Davidson has written several horror novels under a pseudonym, so his passion for gore is unsurprising, but his stories also recall those of Raymond Carver, who, in his quiet way, was interested as well in the brutal side of characters permanently down on their luck. "Rust and Bone" would benefit from a similar show of restraint. In the title story, a boxer, unable to punch through ice fast enough to save his drowning nephew, destroys his hand in a battery of increasingly violent fights. It's a fine setup, but Davidson subjects us, like his boxer's opponents, to the punishing blows of the symbolism until we're ready to scream. This excess also makes him violate the cardinal rule of "Show, don't tell," which he tends to finesse into "Show and tell." The narrator of "Rocket Ride" describes the men on a dominatrix Web site he frequents as: "Utterly helpless. Emasculated." But he needn't have elaborated. We had him at the name of the site: "Xtreme Valkyries."
The writer in Davidson cannot get out of his characters' way. He likes medical terminology - he uses enough words like "triquetrum" and "scaphoid" and "epididymis" and "molecular" to fill an anatomy textbook. But these stories are written in the first person, and it's hard to understand why a collection of ne'er-do-wells, thugs and losers are well-versed in this particular lingo. At a dogfight, a boor of a character switches inexplicably into "CSI" mode: "After rubbing powdered Lidocaine into the dog's gumline to kill the pain, she chemically cauterized the facial wounds with ferric acid." Does Davidson want us to connect with the character or fire up Google?

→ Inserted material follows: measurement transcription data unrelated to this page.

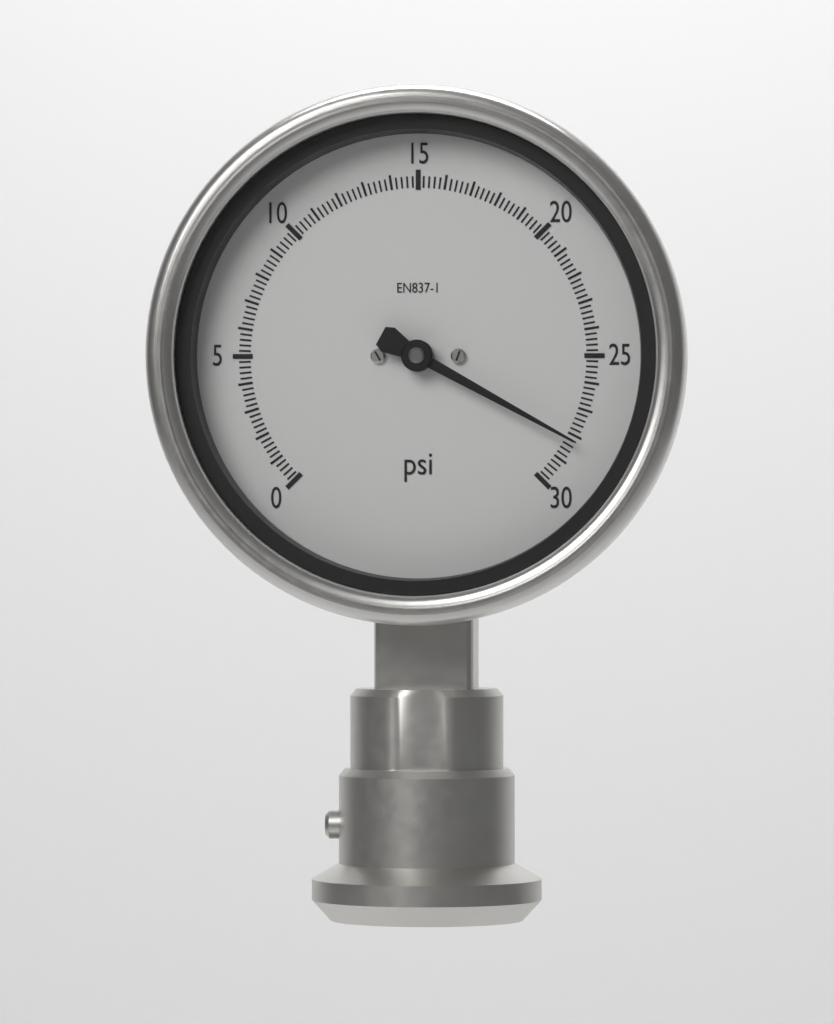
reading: 28.2 psi
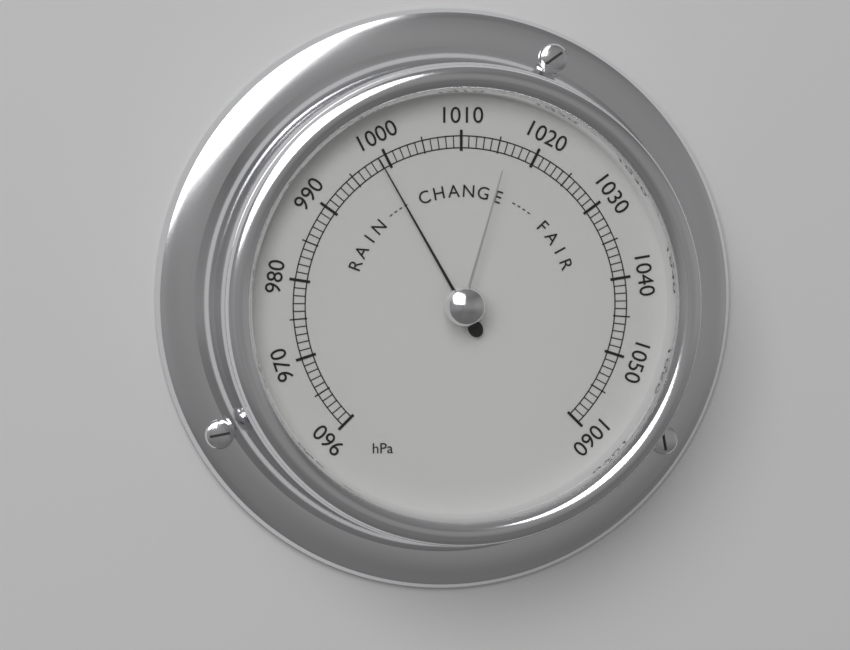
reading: 999 hPa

Worse still is "Rocket Ride," in which the trainer coughed up by the orca frets over what's left of his leg: "a shredded mess, adipose tissues encased in a yellow layer of fat, splintered bone shining in the crisp sunlight." Couldn't he have had the decency just to pass out?

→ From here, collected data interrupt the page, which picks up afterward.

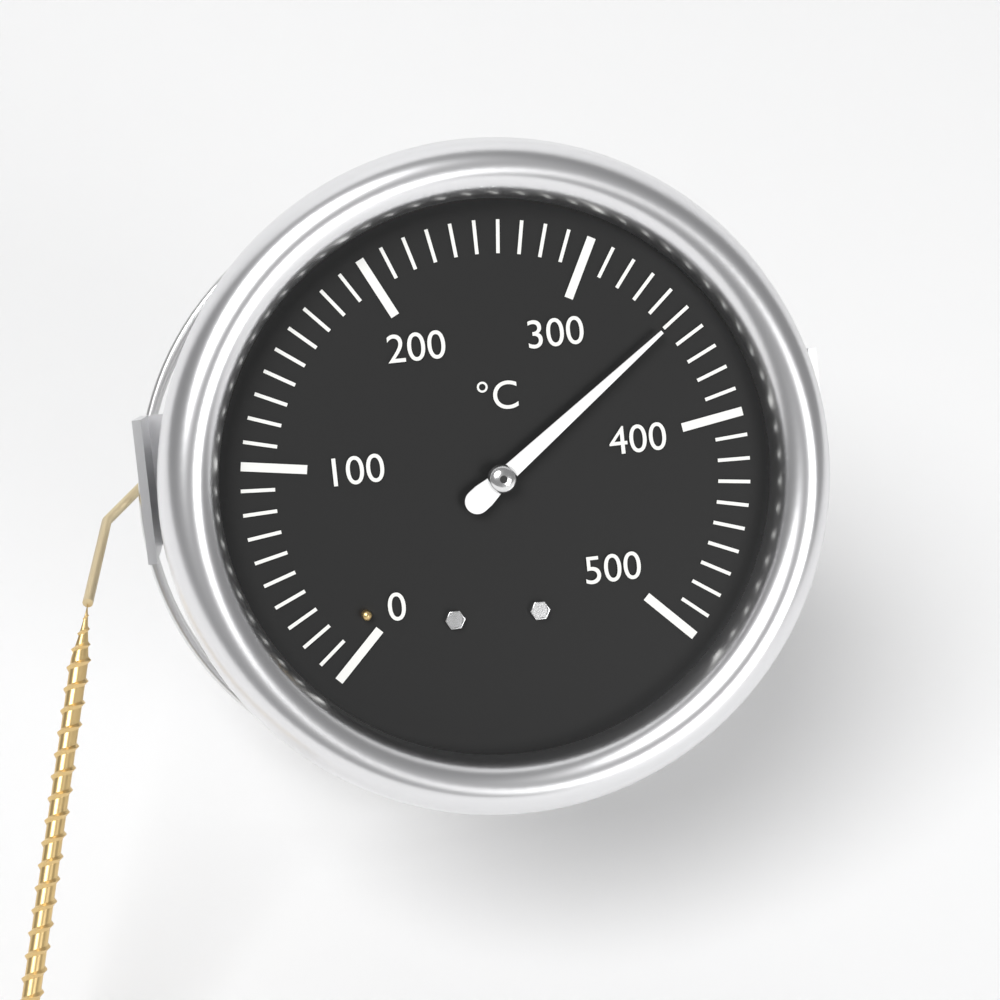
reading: 350 °C
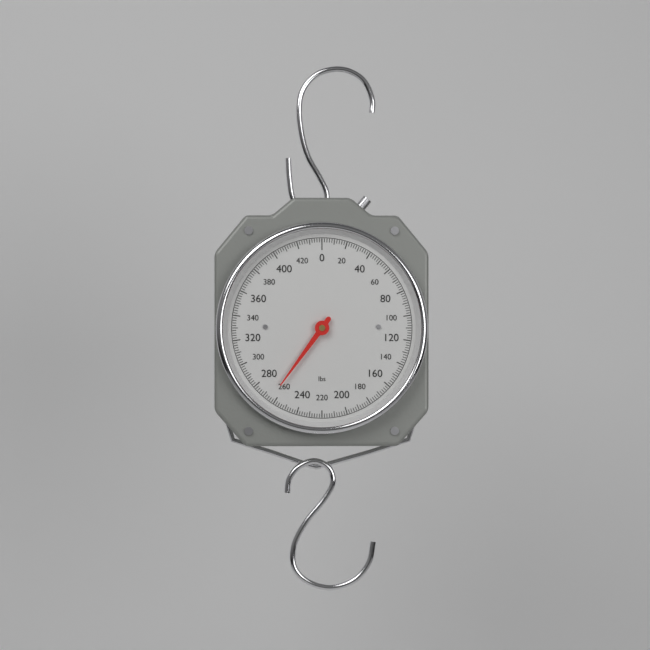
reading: 264 lbs
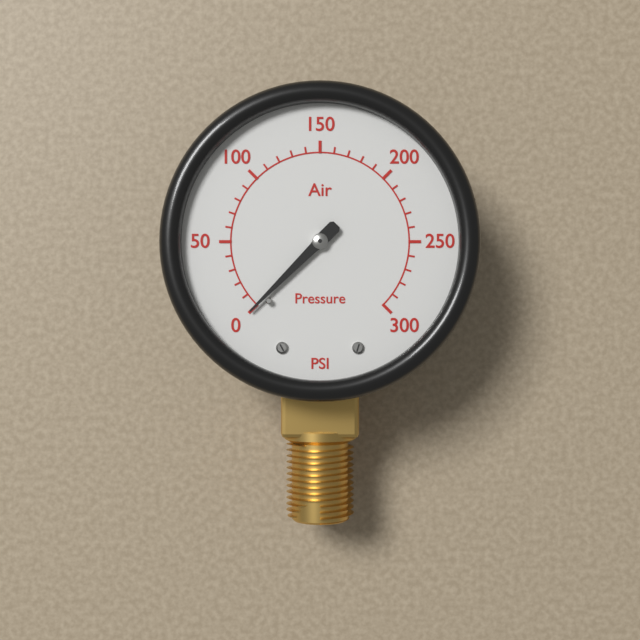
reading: 0 psi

Davidson's writerly self-indulgence leads to some jarring juxtapositions of the lowbrow and the lyric. In "The Rifleman," a character taunts his neighbor to fight by spitting vulgarities, then, frightened, realizes the neighbor is crossing the "frost-petaled" lawn to take him up on it. The boxer in "Rust and Bone" lets us know that "the Texas sky was not completely blue; its color, I've come to realize, was more of a diffuse lavender." Thanks for sharing, tough guy! Briefly body-snatched by Davidson, the narrator of "Friction" details the "blood sausage" and "dusky eggplant" horrors of the book's most foul accident, then stops talking in paint chips long enough to conclude: "I'm not going to lie: it was pretty . . . revolting." If Davidson would simply switch his stories over to the third person, he would believably, if unadvisedly, be free to "fawn-color" and "violet-edge" us himself.

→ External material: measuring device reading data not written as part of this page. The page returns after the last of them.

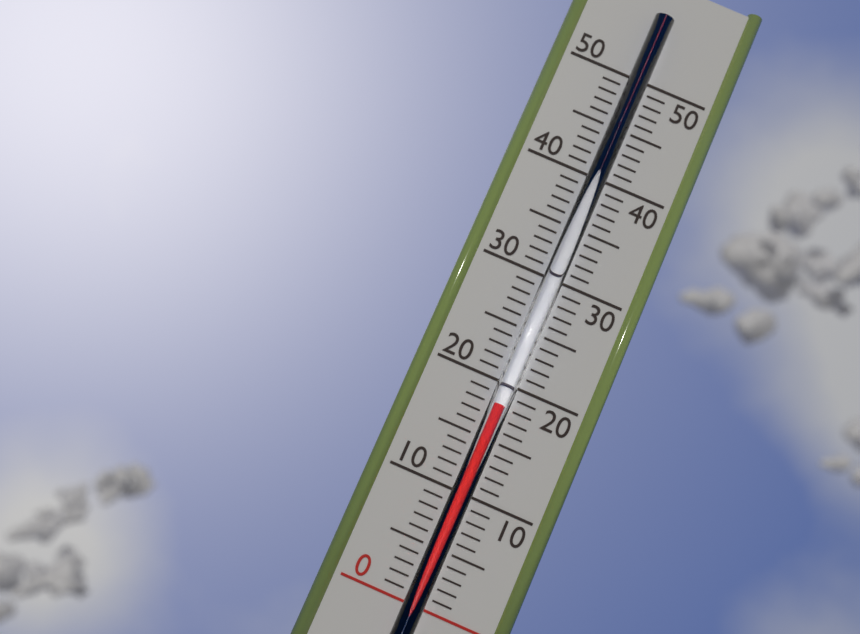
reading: 18 (no unit)
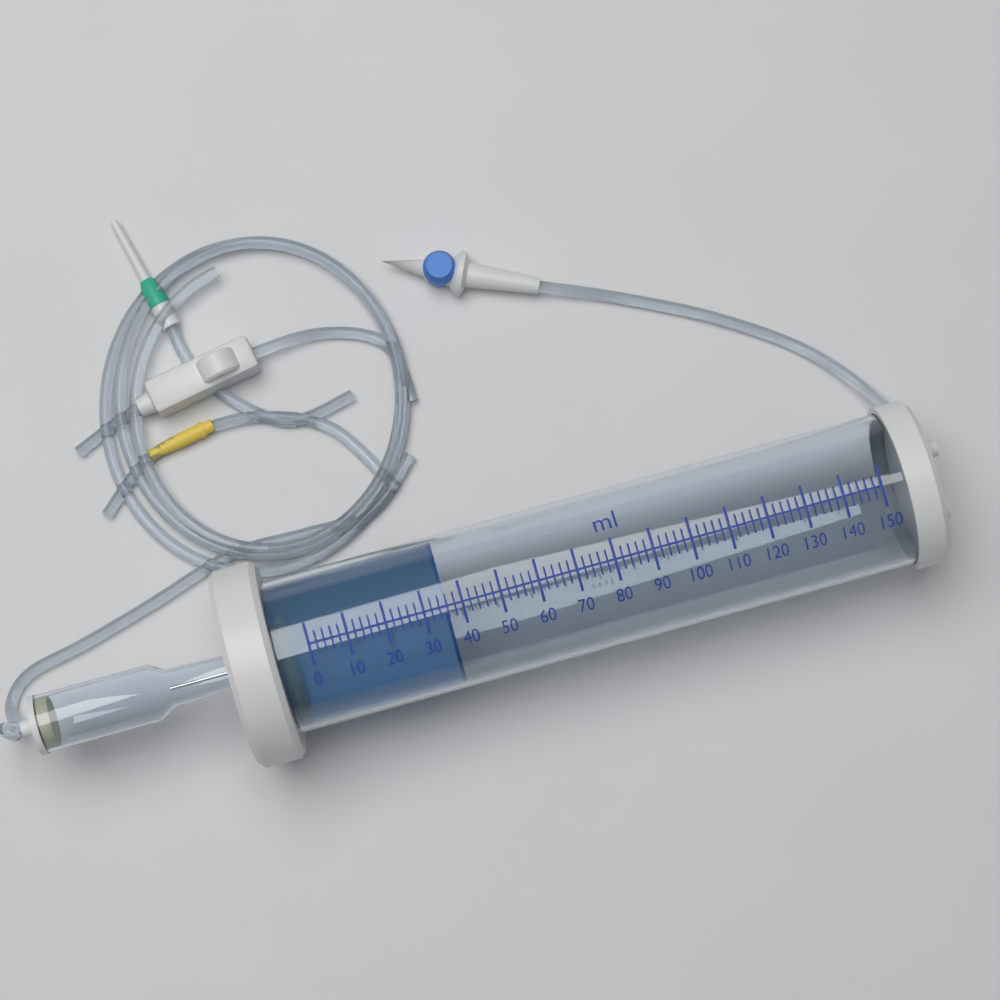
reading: 36 ml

Still, while the stories often end in a melodramatic flourish, they begin with elegant economy. And though Davidson's attempts at tough talk are more "Deadwood" than Eastwood, an ironic joviality sometimes rises to the surface. In "On Sleepless Roads," a repo man "wondered what it was about property seizure that gave rise to soliloquies so melodramatic they'd embarrass a threepenny hack." Once Davidson can curb the same impulse, he'll be on his way.
Lizzie Skurnick is the editor of Old Hag, a literary blog.